In his answers, it felt like Greco had a story to tell himself. Has Joey Greco ever been cheated on? The answer he gave was cryptic: "I think, at one point in our lives, we've all been on one side or the other."

Interesting. Which side for Greco, we may never know.

2011 NFL Draft - Arizona Cardinals Don't Need A Quarterback

For some reason that smells of helping a certain agent, some at the NFL Network are jack-bull-determined to push Missouri Quarterback Blaine Gabbert as a top pick, even trying to push teams like The Arizona Cardinals to pick him.

Blaine Gabbert really isn't that good. He didn't win a national championship or his last bowl game. And on long passes he's not accurate at all. Plus, the moment he sniffs a pass rush, he runs for the hills, or in football, the sidelines.

Even with all of that, and more, people like ESPN's Todd McShay, NFL Network's Mike Mayock and Charles Davis, still talk about Gabbert as if they are reciting political talking points. Think about that, the next time you hear these guys talk about the Mizzou thrower.

Now, they're trying to push Gabbert on the Arizona Cardinals, just because the Cards have the fifth pick, and had a terrible passing game in 2010, and they have something going where they feel compelled to constantly pump Gabbert's name.  It's weird.

Here's why the Arizona Cardinals don't need to waste their 2011 NFL Draft First Round Pick on a quarterback:

First, they have a ton of young quarterbacks.
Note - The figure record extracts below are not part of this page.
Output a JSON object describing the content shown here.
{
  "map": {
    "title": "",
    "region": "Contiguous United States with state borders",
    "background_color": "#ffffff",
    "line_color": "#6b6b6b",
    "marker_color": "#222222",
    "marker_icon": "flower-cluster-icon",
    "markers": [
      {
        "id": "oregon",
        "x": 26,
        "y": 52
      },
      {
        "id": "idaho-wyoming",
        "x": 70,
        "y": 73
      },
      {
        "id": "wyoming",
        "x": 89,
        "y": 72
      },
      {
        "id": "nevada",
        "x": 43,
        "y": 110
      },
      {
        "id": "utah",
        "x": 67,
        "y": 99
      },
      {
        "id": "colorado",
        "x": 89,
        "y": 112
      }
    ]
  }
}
Derek Anderson and Richard Bartel are 27 and 28 years old, and BYU Rookie Max Hall is just 25, and John Skelton of Fordham is just 23.  Their average age is  25.75 years old, and all of the signal callers have great potential.
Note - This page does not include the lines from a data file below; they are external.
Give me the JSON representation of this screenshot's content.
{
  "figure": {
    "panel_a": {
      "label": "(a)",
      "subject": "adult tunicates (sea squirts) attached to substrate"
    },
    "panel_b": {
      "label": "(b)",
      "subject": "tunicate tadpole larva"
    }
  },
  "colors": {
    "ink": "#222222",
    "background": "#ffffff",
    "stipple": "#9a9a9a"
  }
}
Second, the Cardinals elevated Mike Miller to Offensive Coordinator and the word is that now Second-Year QB John Skelton is looked at as the heir apparent.

It would be just plain stupid for the Cardinals to go up and pick a quarterback and get hooked up with paying a large signing bonus of around $27 million at that level, then actually lose teaching time because they can't have contact with him beyond the Draft, and all to solve what really is a passing scheme problem?

That is simply not logical.  It would be great if the NFL Network and ESPN draft talkers admitted that.